House of Green Thunder

 

          for Carl & Lillian Sandburg’s Connemara, Flat Rock, NC

 

As a child I was taken
to visit Connemara
as I remember
a little display of concrete poems
in the shapes of shoes
next to a typewriter
on an orange crate
let me know
I was taken
to visit poetry

All the books on the staircase
Said never back away from love
Of the word

O what is louder than the thorn
in the window of her thunder?

Wild Rutabaga Stories growing in
a thousand creeks under her ground

A song’s still a song
but sounds quite different when it’s grown

I took an upside-down photo
of their stationery on a shelf—
a copperplate sans serif

If it was a snake it would’a bit me
beaming in some past
I keep desiring like walking
down the main street
of a town that feels like
wearing a vintage dress

As we exit through the gift shop
the great-grand children of Lillian’s goats
reproduce in stuffed animal glory and bleat
O What is whiter than the milk

Every evening after dinner Carl opens up
the American Songbag of his mind
Singing O Susanna and such-like
banjo and grandkid on his knee

Some books he wrote
on an outcrop of rock
overlooking the valley

Since the beauty of the mountains
would be too distracting
to get much done

Sandberg wrestled upstairs
with tomes on Lincoln
in a room with no view

Now over ten thousand books
in a nine thousand square foot home of
twenty-two rooms and a million acres of sky

Connemara means the sea

Credit

Copyright © 2016 by Lee Ann Brown. This poem was commissioned by the Academy of American Poets and funded by a National Endowment for the Arts Imagine Your Parks grant.

About this Poem

"This ode is to Connemara, the house where the Sandbergs lived from 1935 to 1966, now a National Park in Flat Rock, North Carolina. There they raised their family while Lillian bred prize-winning goats, and Carl wrote many of his most notable books. I had a formative visit there as a child growing up in North Carolina, and am revisiting Sandberg’s importance to me as a writer who also uses folklorist practices. In that spirit, I weave strands of others’ words into this poem. I use rewritten or collaged lines from a traditional Appalachian Ballad, from family sayings, as well as sampled or transformed lines by both of the Sandbergs, as well as from poets Kevin Evans, and CA Conrad. It was during their reading at the Altamont Poetry Series in nearby Asheville that I began to write this poem."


▸ **WHAT IS REQUIRED**:
Below are some records; repeat them all exactly, minus the pictures.

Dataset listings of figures

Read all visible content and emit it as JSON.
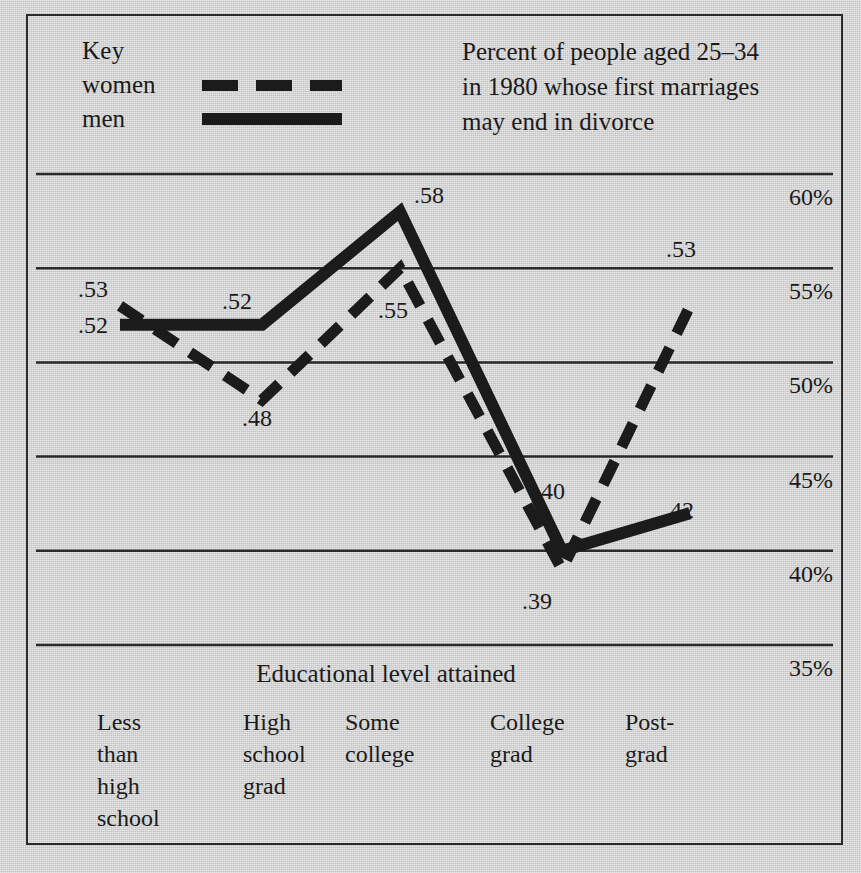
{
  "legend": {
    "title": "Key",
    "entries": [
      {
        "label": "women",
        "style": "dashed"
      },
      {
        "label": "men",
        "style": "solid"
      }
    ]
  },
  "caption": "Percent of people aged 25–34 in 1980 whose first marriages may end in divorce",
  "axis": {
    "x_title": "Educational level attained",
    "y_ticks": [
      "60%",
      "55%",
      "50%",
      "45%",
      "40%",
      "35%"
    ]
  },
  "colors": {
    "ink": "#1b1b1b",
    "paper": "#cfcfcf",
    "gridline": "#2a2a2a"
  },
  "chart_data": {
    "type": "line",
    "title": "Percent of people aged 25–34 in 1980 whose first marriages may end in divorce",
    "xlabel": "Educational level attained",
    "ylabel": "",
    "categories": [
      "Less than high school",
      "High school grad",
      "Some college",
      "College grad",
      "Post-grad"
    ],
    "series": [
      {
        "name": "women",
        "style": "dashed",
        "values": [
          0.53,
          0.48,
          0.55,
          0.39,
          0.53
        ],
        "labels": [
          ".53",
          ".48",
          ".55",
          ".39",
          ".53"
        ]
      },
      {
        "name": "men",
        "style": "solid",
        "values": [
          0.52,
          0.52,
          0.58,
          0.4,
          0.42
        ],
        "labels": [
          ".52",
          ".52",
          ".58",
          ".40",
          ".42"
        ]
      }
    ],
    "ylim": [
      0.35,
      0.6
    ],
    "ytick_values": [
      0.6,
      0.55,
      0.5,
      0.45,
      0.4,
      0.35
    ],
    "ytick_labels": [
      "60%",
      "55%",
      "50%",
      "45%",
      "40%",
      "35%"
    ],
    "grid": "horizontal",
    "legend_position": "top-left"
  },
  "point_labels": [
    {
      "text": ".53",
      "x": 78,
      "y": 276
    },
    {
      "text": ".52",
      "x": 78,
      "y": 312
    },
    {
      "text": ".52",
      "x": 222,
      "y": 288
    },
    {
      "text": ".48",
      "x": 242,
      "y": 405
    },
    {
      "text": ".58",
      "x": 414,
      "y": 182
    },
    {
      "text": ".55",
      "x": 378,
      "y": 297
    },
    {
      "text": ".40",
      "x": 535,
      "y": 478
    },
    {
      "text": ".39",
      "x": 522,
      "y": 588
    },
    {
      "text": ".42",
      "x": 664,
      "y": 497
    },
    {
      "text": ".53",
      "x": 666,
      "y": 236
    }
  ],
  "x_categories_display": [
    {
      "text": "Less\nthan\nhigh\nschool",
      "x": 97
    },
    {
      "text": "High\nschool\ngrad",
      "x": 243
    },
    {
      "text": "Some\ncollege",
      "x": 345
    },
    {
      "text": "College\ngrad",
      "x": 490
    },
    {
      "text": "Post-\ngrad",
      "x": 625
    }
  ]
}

▸ **OUTPUT**:
Read all visible content and emit it as JSON.
{
  "legend": {
    "title": "Key",
    "entries": [
      {
        "label": "women",
        "style": "dashed"
      },
      {
        "label": "men",
        "style": "solid"
      }
    ]
  },
  "caption": "Percent of people aged 25–34 in 1980 whose first marriages may end in divorce",
  "axis": {
    "x_title": "Educational level attained",
    "y_ticks": [
      "60%",
      "55%",
      "50%",
      "45%",
      "40%",
      "35%"
    ]
  },
  "colors": {
    "ink": "#1b1b1b",
    "paper": "#cfcfcf",
    "gridline": "#2a2a2a"
  },
  "chart_data": {
    "type": "line",
    "title": "Percent of people aged 25–34 in 1980 whose first marriages may end in divorce",
    "xlabel": "Educational level attained",
    "ylabel": "",
    "categories": [
      "Less than high school",
      "High school grad",
      "Some college",
      "College grad",
      "Post-grad"
    ],
    "series": [
      {
        "name": "women",
        "style": "dashed",
        "values": [
          0.53,
          0.48,
          0.55,
          0.39,
          0.53
        ],
        "labels": [
          ".53",
          ".48",
          ".55",
          ".39",
          ".53"
        ]
      },
      {
        "name": "men",
        "style": "solid",
        "values": [
          0.52,
          0.52,
          0.58,
          0.4,
          0.42
        ],
        "labels": [
          ".52",
          ".52",
          ".58",
          ".40",
          ".42"
        ]
      }
    ],
    "ylim": [
      0.35,
      0.6
    ],
    "ytick_values": [
      0.6,
      0.55,
      0.5,
      0.45,
      0.4,
      0.35
    ],
    "ytick_labels": [
      "60%",
      "55%",
      "50%",
      "45%",
      "40%",
      "35%"
    ],
    "grid": "horizontal",
    "legend_position": "top-left"
  },
  "point_labels": [
    {
      "text": ".53",
      "x": 78,
      "y": 276
    },
    {
      "text": ".52",
      "x": 78,
      "y": 312
    },
    {
      "text": ".52",
      "x": 222,
      "y": 288
    },
    {
      "text": ".48",
      "x": 242,
      "y": 405
    },
    {
      "text": ".58",
      "x": 414,
      "y": 182
    },
    {
      "text": ".55",
      "x": 378,
      "y": 297
    },
    {
      "text": ".40",
      "x": 535,
      "y": 478
    },
    {
      "text": ".39",
      "x": 522,
      "y": 588
    },
    {
      "text": ".42",
      "x": 664,
      "y": 497
    },
    {
      "text": ".53",
      "x": 666,
      "y": 236
    }
  ],
  "x_categories_display": [
    {
      "text": "Less\nthan\nhigh\nschool",
      "x": 97
    },
    {
      "text": "High\nschool\ngrad",
      "x": 243
    },
    {
      "text": "Some\ncollege",
      "x": 345
    },
    {
      "text": "College\ngrad",
      "x": 490
    },
    {
      "text": "Post-\ngrad",
      "x": 625
    }
  ]
}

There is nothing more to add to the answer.